Khmer Rouge genocide trial close to collapse as judges dispute rules


Twenty-eight years after Pol Pot's brutal regime was toppled, the prospect of a long-awaited genocide trial of its senior leaders offers a faint glimmer of hope for Om Som. With her family she was evacuated from Phnom Penh when it was cleared by the Khmer Rouge in "Year Zero", starved and forced to labour in the fields.

She endured the sight of bound prisoners brought in ox-carts to a Buddhist pagoda near her village and heard their tortured screams floating on night breezes from the makeshift extermination centre where 30,000 died.

"I don't want any revenge, but if the government tries these leaders I'll be happy," she said. "What I really want to know is what happened."

But even that modest hope could be dashed. The trial to bring to book the Khmer Rouge's leaders for the extermination of an estimated 1.7 million Cambodians in the "killing fields" is on the brink of collapse even before the first indictment can be handed down. Now victims' families scarred by Pol Pot's savagery fear his ageing henchmen may escape justice and die free men because wrangling between Cambodian and United Nations-appointed international judges over the tribunal's ground rules is threatening to derail the process.

Two attempts to resolve the disputes have foundered. Another effort to break the deadlock is set for a special session starting on March 5. But the senior international judge warns that another failure could prove fatal, forcing him and his colleagues to pull out.

"If next month the new rules are not adopted we will not go forward because it would be useless," said the French investigating judge, Marcel Lemonde. "Then we would have to examine the possibility of the international judges asking the UN to withdraw and drop the whole process. It's now or never."

The crisis comes a decade after the Cambodian government approached the UN to establish a tribunal to try senior Khmer Rouge leaders for the torture, starvation and mass slaughter of a quarter of their compatriots between 1975 and 1979. Tortuous negotiations over the scope of the hearings eventually led to the establishment of a hybrid court with 17 Cambodian and 12 international judges who took office last July - a complexity human rights groups warned was a formula for disaster.

Two of the regime's leaders have died - Pol Pot, "Brother number one", under house arrest in 1998, and Ta Mok, the regime's military commander, in July last year.

Just one is in custody, "Duch", born Kak Kek Ieu. He was the brutal interrogator who headed Phnom Penh's notorious Tuol Sleng torture centre - codenamed S21 - where he oversaw the slaughter of 10,499 "spies and traitors" and 2,000 children.

Others like Noun Chea, "Brother number two", Ieng Sary, the regime's foreign minister, and Khieu Samphan, its nominal head of state, are in their late 70s and still at liberty in Cambodia. No more than a dozen defendants, the top leaders and "those most responsible" for the genocide, are in the sights of the tribunal, whose estimated cost is $60m (about £30m).

The international judges had hoped to agree the procedures with their Cambodian counterparts last November so that the trials - which could take three years - could begin within months. A sub-committee hit the same impasse over the 113 rules in January. A sticking point is the defendants' right of international representation in court. Briton Rupert Skilbeck, a war crimes barrister appointed by the UN as the principal defender, has already established an office to coordinate defence lawyers once they are appointed.

But the Cambodian judges, unaccustomed to a vigorous defence, have proved reluctant to allow international barristers to conduct a robust scrutiny of the case against the accused.

"Everyone in Cambodia was touched by Pol Pot's regime, so everyone has an opinion," said Alex Bates, another Briton who is the senior assistant prosecutor. "After 28 years everyone thinks they know who the guilty men are. Just put them in prison."

Both sides are adamant the process must be transparent and fair, in line with international standards, despite being under the umbrella of the Cambodian judicial system.


"It's absolutely fundamental this trial is clearly fair," said Mr Skilbeck. "Not just in the interests of the accused, but of the Cambodian people and the Khmer Rouge's victims. If not, half the population will dismiss it as a sham. We can't be part of a show trial."

Diplomats monitoring negotiations accuse the government of prime minister Hun Sen - a former Khmer Rouge member - of deliberately hampering the process, even attempting to scupper it, fearful that embarrassing revelations may emerge.

"The government only wants to be part of a process it can control," said one senior western diplomat in Phnom Penh. "It's not that Hun Sen will be indicted, but one or two top generals could be. What will people say in court? The Chinese supported the Khmer Rouge and are close to Hun Sen's government. They'll be making their own calculations about what could come out of this."

Human rights groups argue that the government is manipulating the Cambodian judges to tie up the discussions.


(Directions for this task):
Return the material below exactly, but only from the line with "Given this 1024" through the line with "I want to find", and without its pictures.

(Dataset content):

◆ ◆ ◆

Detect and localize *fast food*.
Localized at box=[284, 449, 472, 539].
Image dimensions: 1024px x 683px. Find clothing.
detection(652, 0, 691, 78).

◆ ◆ ◆

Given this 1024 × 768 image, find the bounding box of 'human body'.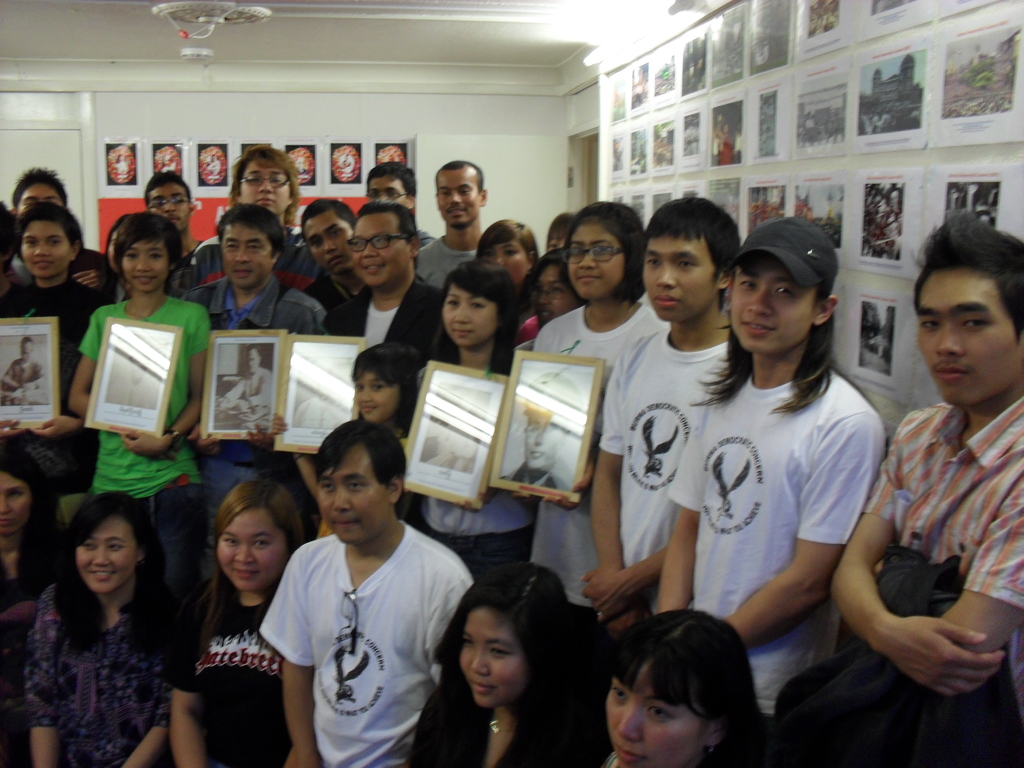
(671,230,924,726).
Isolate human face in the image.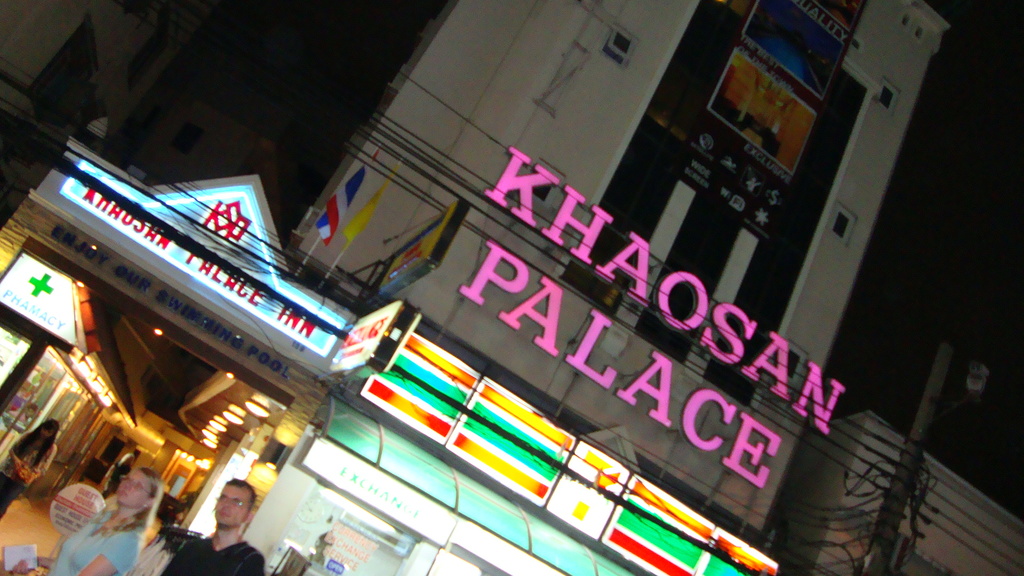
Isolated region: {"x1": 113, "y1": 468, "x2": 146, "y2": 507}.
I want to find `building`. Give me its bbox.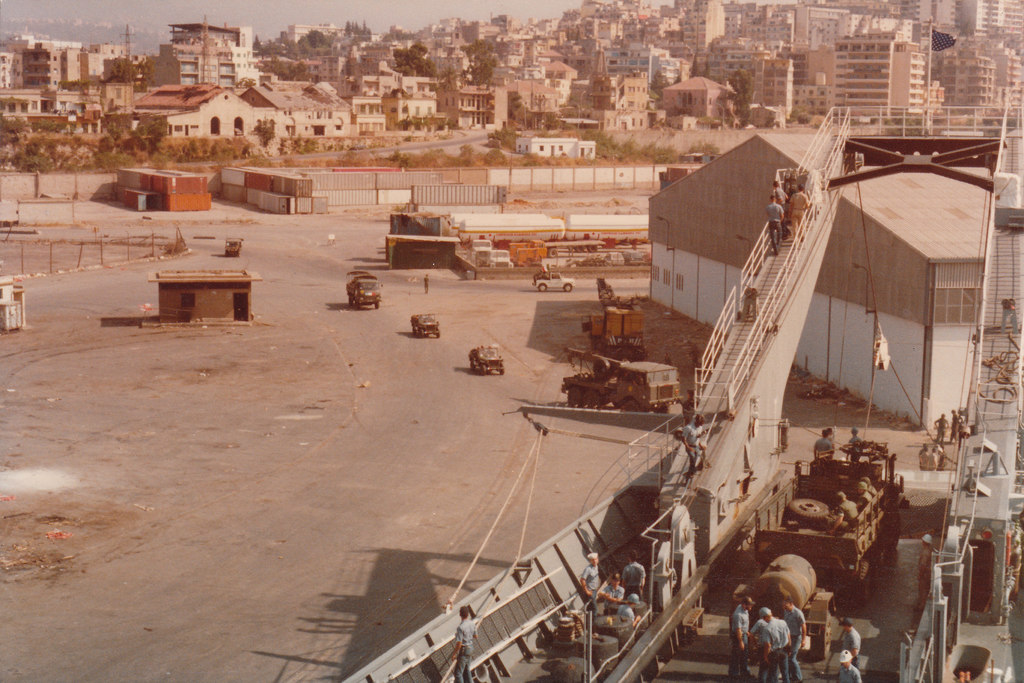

◆ ◆ ◆

(Completed task):
Given this 1024 × 768 image, find the bounding box of 'human body'.
(671,230,924,726).
Isolate human face in the image.
Isolated region: {"x1": 113, "y1": 468, "x2": 146, "y2": 507}.
I want to find `building`. Give me its bbox.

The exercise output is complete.